Let women compete with women in sports, says a top UN official

Scathing UN report highlights growing challenges over fairness and safety in women’s sports, recommends creating separate and open categories to ensure fair competition.

#IYX29 : Transgender athletes Lia Thomas and Iszac Henig compete in women’s swimming event / Photo: AFP
AFP

#IYX29 : Transgender athletes Lia Thomas and Iszac Henig compete in women’s swimming event / Photo: AFP

Sports competitions for women should remain exclusively for athletes whose biological sex is female, and men pretending to be women should be sniffed out with screening methods such as cheek swabs, a top UN official has recommended.

When women compete with men, they endure serious injuries, including knocked-out teeth, concussions resulting in neural impairment, broken legs and skull fractures, Reem Alsalem, the Special Rapporteur of the UN on violence against women and girls, said in a report released this week. Scientific research indicates that males possess certain performance advantages in sports.

One study highlights that even in non-elite competition, "the least powerful man generated more power than the most powerful woman." It also notes that when men and women have similar fitness levels, males' average punching power is measured to be 162 percent higher than that of females.

Mixed-sex categories in sports have resulted in female athletes losing medals, it said.

“By 30 March 2024, over 600 female athletes in more than 400 competitions have lost more than 890 medals in 29 different sports.”

Transgenders can compete with each other in a separate category, and then they have every right to refuse to undergo invasive testing or testosterone suppression to participate, says Alsalem.

“Their (Women’s) ability to play sport in conditions of safety, dignity and fairness has been further eroded by the intrusion of males who identify as female in female-only sports and related spaces,” she said at a press conference on Tuesday.

“Male athletes have specific attributes considered advantageous in certain sports, such as strength and testosterone levels that are higher than those of the average range for females, even before puberty, thereby resulting in the loss of fair opportunity,” the report said.

Some sports federations ask men to suppress their testosterone to compete with women in elite sports.

But the report notes: “However, pharmaceutical testosterone suppression for genetically male athletes – irrespective of how they identify – will not eliminate the set of comparative performance advantages they have already acquired.”

“To avoid the loss of a fair opportunity, males must not compete in the female categories of sport,” it added.

Women and girls already have many odds stacked against them that impede their equal and effective participation in sports, said Alsalem.

The report also details structural causes of violence against women and girls in sports, including male-dominated cultures and the underrepresentation of women in leadership roles.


**Work instructions:**
Select, from the material below, each line with "people" in it.
....
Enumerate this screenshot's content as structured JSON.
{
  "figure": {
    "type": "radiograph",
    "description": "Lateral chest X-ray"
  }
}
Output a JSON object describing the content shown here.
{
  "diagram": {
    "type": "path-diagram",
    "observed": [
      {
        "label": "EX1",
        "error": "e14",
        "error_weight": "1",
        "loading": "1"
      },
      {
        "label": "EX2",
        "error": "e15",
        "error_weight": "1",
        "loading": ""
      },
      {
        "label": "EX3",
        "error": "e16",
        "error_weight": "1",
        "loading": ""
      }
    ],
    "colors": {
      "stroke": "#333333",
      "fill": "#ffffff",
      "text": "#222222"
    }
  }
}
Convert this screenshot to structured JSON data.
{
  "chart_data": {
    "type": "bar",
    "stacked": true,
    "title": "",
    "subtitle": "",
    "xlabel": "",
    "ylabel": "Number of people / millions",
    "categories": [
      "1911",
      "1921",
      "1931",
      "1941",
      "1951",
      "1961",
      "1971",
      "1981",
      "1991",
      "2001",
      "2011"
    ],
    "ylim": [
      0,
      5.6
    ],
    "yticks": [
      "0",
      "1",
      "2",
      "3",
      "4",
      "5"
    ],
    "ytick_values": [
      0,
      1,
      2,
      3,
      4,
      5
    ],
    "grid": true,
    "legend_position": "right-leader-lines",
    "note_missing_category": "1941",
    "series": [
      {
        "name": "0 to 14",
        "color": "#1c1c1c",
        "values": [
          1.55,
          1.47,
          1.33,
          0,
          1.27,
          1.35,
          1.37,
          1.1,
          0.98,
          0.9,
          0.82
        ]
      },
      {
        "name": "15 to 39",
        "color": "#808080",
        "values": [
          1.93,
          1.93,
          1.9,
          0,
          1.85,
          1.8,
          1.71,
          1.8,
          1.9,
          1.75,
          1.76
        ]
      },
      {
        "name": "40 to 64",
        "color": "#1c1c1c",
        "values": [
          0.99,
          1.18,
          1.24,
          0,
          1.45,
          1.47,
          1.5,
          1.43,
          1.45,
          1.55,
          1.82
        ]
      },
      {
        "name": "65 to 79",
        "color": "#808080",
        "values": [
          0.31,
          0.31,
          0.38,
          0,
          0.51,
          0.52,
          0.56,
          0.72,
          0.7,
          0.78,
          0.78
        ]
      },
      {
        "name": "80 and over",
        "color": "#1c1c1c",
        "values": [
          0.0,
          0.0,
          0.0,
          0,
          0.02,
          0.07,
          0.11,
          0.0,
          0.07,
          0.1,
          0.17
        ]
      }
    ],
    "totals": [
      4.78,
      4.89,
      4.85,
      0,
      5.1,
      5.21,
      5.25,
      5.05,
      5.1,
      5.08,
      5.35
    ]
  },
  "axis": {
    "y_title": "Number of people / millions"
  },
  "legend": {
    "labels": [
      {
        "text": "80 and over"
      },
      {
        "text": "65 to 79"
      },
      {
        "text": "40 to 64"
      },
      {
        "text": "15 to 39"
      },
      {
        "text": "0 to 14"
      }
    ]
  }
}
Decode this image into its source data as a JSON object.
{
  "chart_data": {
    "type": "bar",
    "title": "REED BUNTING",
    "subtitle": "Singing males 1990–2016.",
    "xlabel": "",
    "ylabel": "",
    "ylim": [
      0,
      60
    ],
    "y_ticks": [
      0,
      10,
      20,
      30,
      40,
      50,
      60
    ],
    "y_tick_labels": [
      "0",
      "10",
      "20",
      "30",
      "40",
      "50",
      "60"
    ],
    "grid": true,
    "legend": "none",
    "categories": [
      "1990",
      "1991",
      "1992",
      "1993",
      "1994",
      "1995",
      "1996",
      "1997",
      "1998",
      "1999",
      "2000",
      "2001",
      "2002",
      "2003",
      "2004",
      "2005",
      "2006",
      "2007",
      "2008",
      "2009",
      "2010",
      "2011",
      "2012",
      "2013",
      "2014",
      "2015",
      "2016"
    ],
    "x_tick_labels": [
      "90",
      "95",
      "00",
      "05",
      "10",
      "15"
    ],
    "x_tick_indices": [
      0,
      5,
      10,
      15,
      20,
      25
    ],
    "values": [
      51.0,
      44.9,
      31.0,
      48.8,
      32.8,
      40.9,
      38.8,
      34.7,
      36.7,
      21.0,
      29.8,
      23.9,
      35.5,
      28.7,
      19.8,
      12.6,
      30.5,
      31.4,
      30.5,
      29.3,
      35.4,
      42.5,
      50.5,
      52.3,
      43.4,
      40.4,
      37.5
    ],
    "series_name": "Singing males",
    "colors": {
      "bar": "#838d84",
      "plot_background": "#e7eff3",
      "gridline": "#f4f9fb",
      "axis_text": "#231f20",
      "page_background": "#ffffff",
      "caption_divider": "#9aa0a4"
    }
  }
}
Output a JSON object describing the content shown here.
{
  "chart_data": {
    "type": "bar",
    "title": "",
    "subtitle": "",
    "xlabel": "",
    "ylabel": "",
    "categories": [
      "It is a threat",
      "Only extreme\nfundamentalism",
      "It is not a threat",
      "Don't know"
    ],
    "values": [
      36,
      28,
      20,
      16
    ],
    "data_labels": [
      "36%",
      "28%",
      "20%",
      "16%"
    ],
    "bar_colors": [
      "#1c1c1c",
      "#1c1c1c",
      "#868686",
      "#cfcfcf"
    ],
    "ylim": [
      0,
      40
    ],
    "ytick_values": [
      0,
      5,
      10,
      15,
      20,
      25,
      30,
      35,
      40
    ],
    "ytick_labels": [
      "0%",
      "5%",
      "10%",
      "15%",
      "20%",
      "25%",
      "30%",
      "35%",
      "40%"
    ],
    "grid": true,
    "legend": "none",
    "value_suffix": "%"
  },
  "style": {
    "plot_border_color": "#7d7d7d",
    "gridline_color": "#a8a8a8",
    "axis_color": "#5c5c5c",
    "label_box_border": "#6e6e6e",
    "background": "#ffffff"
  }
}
....
**Task output:**
    "ylabel": "Number of people / millions",
    "y_title": "Number of people / millions"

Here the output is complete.